Cambodia's royal cows performed an ancient ceremony yesterday, predicting the country would have a "quite good" rice harvest this year, despite global concerns over supplies of the grain.
Cambodian King Norodom Sihamoni presided over the country’s Royal Plowing ceremony in a park outside the royal palace. Thousands of people watched on as royal astrologers observed what the cows ate to signal the coming year’s harvests.
After a symbolic plowing of a portion of the park’s field, a pair of royal cows were led to seven dishes — rice, corn, beans, sesame, grass, water and alcohol — laid out on trays.
PHOTO:AFP
“Based on what the royal cows ate, the rice harvest will be quite good,” chief astrologer Kang Ken declared before the crowd of onlookers.

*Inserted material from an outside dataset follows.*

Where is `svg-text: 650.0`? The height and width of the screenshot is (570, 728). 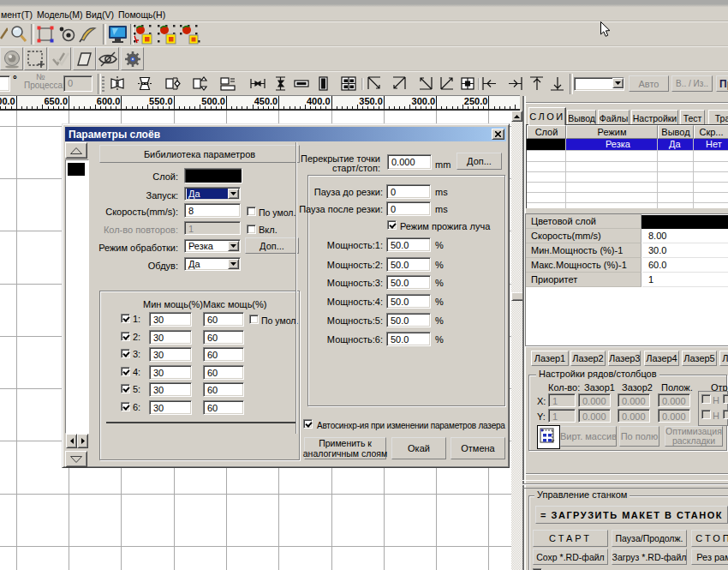
svg-text: 650.0 is located at coordinates (56, 101).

He also said the corn harvest would be good, but the bean crop would be average.
The traditional ceremony marks the start of the planting season in the kingdom.

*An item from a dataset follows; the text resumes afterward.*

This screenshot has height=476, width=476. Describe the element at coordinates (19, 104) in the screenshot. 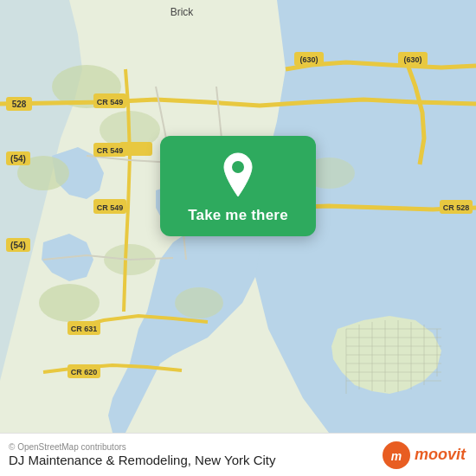

I see `svg-text: 528` at that location.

Farmers who joined the ceremony hailed the prediction.
“This means that we will not face rice shortages in the coming year,” said 58-year-old Kao Tob, a rice farmer in Kampong Chhnang, some 90km northwest of Phnom Penh.

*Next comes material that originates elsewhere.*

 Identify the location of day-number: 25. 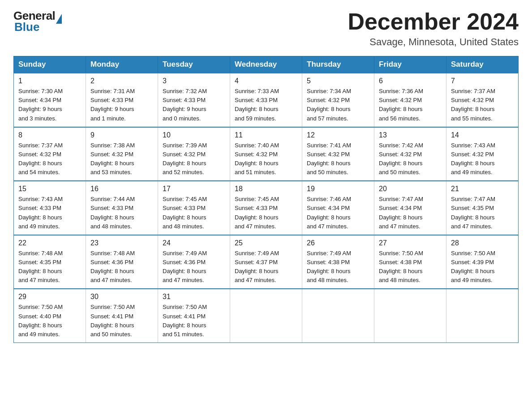
(266, 243).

Even if the harvest is strong, Cambodians face soaring food prices. Inflation reached double digits late last year and now hovers around 11 percent.
Good-grade rice — Cambodia’s staple food — has nearly doubled in price this year.
Rice now costs nearly US$0.90 per kilogram, deepening the poverty of the one-third of the population who live on less than US$0.50 a day.
World rice prices have soared this year, a trend blamed on higher energy and fertilizer costs, greater global demand, droughts, the loss of rice farmland to biofuel plantations and price speculation.